Global warming, ships and boats coming aground, careless divers and natural diseases are threatening coral reefs globally at an alarming rate and the fragile reefs off the coast of Florida are no difference. In a recent article in the Miami Herald, the topic of whether or not human involvement can help make these reefs more resilient to climate and human factors.
This week the the U.S. Coral Reef Task Force meets in Fort Lauderdale to see what, if anything can be done. The task force is a a multi-agency, multi-state group has the goal to protect some of the most important and threatened habitats in the world. The Florida reefs may seem vibrant to visitors but looking back 10 or 20 years ago and they will pale in comparison.
The team is contemplating a “reef resilience’’ program that is being looked at in the Florida Keys National Marine Sanctuary, where the focus shifts from just monitoring sick or dying corals to doing more to try and save the reefs.
“What we’re trying to do is help nature help itself,’’ said Chris Bergh, director of coastal and marine resilience for The Nature Conservancy, who coordinates a program that includes federal, state and university researchers as well as environmental and diver groups “What we can do is give coral reefs more time by trying to reduce the stresses we can control. We need to do this as quickly as possible.’’
These steps go from curtailing the human impact — creating sanctuary barriers, controlling sewage and pollution runoff into reefs, clumsy divers, errant anchors, fishing mishaps and more — to using propogation techniques to increase the populations and research more about these corals genetically. One goal is to try and make corals tougher to the environmental changes and influences.
“There are challenges to being sort of like a Johnny Appleseed, if you will,’’ Scott Donahue, the John Pennekamp Coral Reef State Park chief scientist, said. “It sort of boils down to this: If we do nothing, we will definitely fail.’’
Gene Shinn, a retired geologist with the U.S. Geological Survey who pioneered studies of coral growth rates off South Florida, said he’s been impressed by the success of coral nurseries, but remains skeptical that resilience efforts can make much of a difference.
There are simply too many pieces of the puzzles missing, said Shinn, who began diving off South Florida as a teenaged spear fisherman and has chronicled the decline with an extraordinary series of photos dating to the late 1950s. One set shows a brain coral the size of Volkswagen in 1959, withering and all but dead by 1998.
Scientists and researchers may not agree on the exact causes of the declines of corals in these reefs but they can all agree the loss of reefs are devastating to the fragile marine ecosystem. As agencies take a closer look at what can be done, science is still scrambling for more concrete answers. We are hoping the strides we have taken as aquarists and the discoveries we’ve found in our systems can somehow translate to saving coral reefs.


▸ Your assignment
Each entry must be restated exactly as it appears.

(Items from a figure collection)
=====
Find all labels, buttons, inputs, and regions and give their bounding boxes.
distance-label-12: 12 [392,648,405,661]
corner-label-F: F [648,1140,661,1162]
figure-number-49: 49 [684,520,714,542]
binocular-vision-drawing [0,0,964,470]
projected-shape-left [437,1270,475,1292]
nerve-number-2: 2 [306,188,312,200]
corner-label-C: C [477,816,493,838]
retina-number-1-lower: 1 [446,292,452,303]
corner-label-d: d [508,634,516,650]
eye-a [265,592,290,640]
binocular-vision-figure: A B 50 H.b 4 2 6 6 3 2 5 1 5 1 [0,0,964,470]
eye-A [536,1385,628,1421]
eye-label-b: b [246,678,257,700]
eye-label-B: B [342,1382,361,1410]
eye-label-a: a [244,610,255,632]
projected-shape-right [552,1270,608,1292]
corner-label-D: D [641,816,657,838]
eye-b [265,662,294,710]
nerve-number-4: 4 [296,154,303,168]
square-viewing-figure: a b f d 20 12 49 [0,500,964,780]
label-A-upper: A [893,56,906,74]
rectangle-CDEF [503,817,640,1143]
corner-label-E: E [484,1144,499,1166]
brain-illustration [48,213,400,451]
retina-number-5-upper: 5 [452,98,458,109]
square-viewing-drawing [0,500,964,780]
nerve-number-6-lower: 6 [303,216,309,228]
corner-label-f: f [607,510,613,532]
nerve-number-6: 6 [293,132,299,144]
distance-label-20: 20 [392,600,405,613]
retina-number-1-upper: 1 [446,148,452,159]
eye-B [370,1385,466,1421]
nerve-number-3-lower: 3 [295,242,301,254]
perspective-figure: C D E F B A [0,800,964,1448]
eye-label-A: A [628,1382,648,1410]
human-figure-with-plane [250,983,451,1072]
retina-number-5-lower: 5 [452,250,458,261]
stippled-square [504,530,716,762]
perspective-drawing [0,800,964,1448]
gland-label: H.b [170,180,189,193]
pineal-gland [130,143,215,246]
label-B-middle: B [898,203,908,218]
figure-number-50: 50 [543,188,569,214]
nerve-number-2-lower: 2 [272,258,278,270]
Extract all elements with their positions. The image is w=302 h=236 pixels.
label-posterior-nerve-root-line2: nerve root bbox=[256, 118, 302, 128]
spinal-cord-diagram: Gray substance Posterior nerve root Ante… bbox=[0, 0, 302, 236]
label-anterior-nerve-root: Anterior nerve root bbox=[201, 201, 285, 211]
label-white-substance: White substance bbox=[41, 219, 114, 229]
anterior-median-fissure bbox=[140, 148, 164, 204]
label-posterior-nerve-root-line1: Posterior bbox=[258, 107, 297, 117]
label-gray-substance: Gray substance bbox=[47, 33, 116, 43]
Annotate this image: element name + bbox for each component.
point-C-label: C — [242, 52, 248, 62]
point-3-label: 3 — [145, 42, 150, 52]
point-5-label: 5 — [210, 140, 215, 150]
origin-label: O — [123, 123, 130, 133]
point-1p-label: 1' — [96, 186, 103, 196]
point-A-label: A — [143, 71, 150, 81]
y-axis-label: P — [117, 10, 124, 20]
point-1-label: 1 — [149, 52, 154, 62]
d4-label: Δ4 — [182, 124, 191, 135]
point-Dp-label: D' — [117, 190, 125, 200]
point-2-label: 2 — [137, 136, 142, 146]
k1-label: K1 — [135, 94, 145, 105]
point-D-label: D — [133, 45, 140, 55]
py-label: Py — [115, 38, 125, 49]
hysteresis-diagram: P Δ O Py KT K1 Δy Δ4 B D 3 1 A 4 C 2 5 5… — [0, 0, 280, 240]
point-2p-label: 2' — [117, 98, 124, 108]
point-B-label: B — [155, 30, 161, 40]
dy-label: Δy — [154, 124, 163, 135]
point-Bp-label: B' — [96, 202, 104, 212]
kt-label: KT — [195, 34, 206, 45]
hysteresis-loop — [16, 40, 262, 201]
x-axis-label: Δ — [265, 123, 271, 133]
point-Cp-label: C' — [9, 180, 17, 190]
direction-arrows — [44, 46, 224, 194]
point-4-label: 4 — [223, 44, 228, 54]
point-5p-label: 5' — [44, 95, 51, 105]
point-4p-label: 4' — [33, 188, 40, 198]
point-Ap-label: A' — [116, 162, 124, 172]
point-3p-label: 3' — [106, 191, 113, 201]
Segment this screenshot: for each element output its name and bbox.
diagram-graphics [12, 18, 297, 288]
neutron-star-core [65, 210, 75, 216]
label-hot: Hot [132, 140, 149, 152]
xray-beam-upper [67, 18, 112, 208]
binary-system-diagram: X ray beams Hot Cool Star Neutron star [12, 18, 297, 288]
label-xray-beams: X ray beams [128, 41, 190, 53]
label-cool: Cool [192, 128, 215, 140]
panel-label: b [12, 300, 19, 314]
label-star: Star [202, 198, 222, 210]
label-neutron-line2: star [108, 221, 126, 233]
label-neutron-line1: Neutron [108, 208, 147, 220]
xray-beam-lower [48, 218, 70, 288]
=====
▸ Answer section
Find all labels, buttons, inputs, and regions and give their bounding boxes.
distance-label-12: 12 [392,648,405,661]
corner-label-F: F [648,1140,661,1162]
figure-number-49: 49 [684,520,714,542]
binocular-vision-drawing [0,0,964,470]
projected-shape-left [437,1270,475,1292]
nerve-number-2: 2 [306,188,312,200]
corner-label-C: C [477,816,493,838]
retina-number-1-lower: 1 [446,292,452,303]
corner-label-d: d [508,634,516,650]
eye-a [265,592,290,640]
binocular-vision-figure: A B 50 H.b 4 2 6 6 3 2 5 1 5 1 [0,0,964,470]
eye-A [536,1385,628,1421]
eye-label-b: b [246,678,257,700]
eye-label-B: B [342,1382,361,1410]
eye-label-a: a [244,610,255,632]
projected-shape-right [552,1270,608,1292]
corner-label-D: D [641,816,657,838]
eye-b [265,662,294,710]
nerve-number-4: 4 [296,154,303,168]
square-viewing-figure: a b f d 20 12 49 [0,500,964,780]
label-A-upper: A [893,56,906,74]
rectangle-CDEF [503,817,640,1143]
corner-label-E: E [484,1144,499,1166]
brain-illustration [48,213,400,451]
retina-number-5-upper: 5 [452,98,458,109]
square-viewing-drawing [0,500,964,780]
nerve-number-6-lower: 6 [303,216,309,228]
corner-label-f: f [607,510,613,532]
nerve-number-6: 6 [293,132,299,144]
distance-label-20: 20 [392,600,405,613]
retina-number-1-upper: 1 [446,148,452,159]
eye-B [370,1385,466,1421]
nerve-number-3-lower: 3 [295,242,301,254]
perspective-figure: C D E F B A [0,800,964,1448]
eye-label-A: A [628,1382,648,1410]
human-figure-with-plane [250,983,451,1072]
retina-number-5-lower: 5 [452,250,458,261]
stippled-square [504,530,716,762]
perspective-drawing [0,800,964,1448]
gland-label: H.b [170,180,189,193]
pineal-gland [130,143,215,246]
label-B-middle: B [898,203,908,218]
figure-number-50: 50 [543,188,569,214]
nerve-number-2-lower: 2 [272,258,278,270]
Extract all elements with their positions. The image is w=302 h=236 pixels.
label-posterior-nerve-root-line2: nerve root bbox=[256, 118, 302, 128]
spinal-cord-diagram: Gray substance Posterior nerve root Ante… bbox=[0, 0, 302, 236]
label-anterior-nerve-root: Anterior nerve root bbox=[201, 201, 285, 211]
label-white-substance: White substance bbox=[41, 219, 114, 229]
anterior-median-fissure bbox=[140, 148, 164, 204]
label-posterior-nerve-root-line1: Posterior bbox=[258, 107, 297, 117]
label-gray-substance: Gray substance bbox=[47, 33, 116, 43]
Annotate this image: element name + bbox for each component.
point-C-label: C — [242, 52, 248, 62]
point-3-label: 3 — [145, 42, 150, 52]
point-5-label: 5 — [210, 140, 215, 150]
origin-label: O — [123, 123, 130, 133]
point-1p-label: 1' — [96, 186, 103, 196]
point-A-label: A — [143, 71, 150, 81]
y-axis-label: P — [117, 10, 124, 20]
point-1-label: 1 — [149, 52, 154, 62]
d4-label: Δ4 — [182, 124, 191, 135]
point-Dp-label: D' — [117, 190, 125, 200]
point-2-label: 2 — [137, 136, 142, 146]
k1-label: K1 — [135, 94, 145, 105]
point-D-label: D — [133, 45, 140, 55]
py-label: Py — [115, 38, 125, 49]
hysteresis-diagram: P Δ O Py KT K1 Δy Δ4 B D 3 1 A 4 C 2 5 5… — [0, 0, 280, 240]
point-2p-label: 2' — [117, 98, 124, 108]
point-B-label: B — [155, 30, 161, 40]
dy-label: Δy — [154, 124, 163, 135]
point-Bp-label: B' — [96, 202, 104, 212]
kt-label: KT — [195, 34, 206, 45]
hysteresis-loop — [16, 40, 262, 201]
x-axis-label: Δ — [265, 123, 271, 133]
point-Cp-label: C' — [9, 180, 17, 190]
direction-arrows — [44, 46, 224, 194]
point-4-label: 4 — [223, 44, 228, 54]
point-5p-label: 5' — [44, 95, 51, 105]
point-4p-label: 4' — [33, 188, 40, 198]
point-Ap-label: A' — [116, 162, 124, 172]
point-3p-label: 3' — [106, 191, 113, 201]
Segment this screenshot: for each element output its name and bbox.
diagram-graphics [12, 18, 297, 288]
neutron-star-core [65, 210, 75, 216]
label-hot: Hot [132, 140, 149, 152]
xray-beam-upper [67, 18, 112, 208]
binary-system-diagram: X ray beams Hot Cool Star Neutron star [12, 18, 297, 288]
label-xray-beams: X ray beams [128, 41, 190, 53]
label-cool: Cool [192, 128, 215, 140]
panel-label: b [12, 300, 19, 314]
label-star: Star [202, 198, 222, 210]
label-neutron-line2: star [108, 221, 126, 233]
label-neutron-line1: Neutron [108, 208, 147, 220]
xray-beam-lower [48, 218, 70, 288]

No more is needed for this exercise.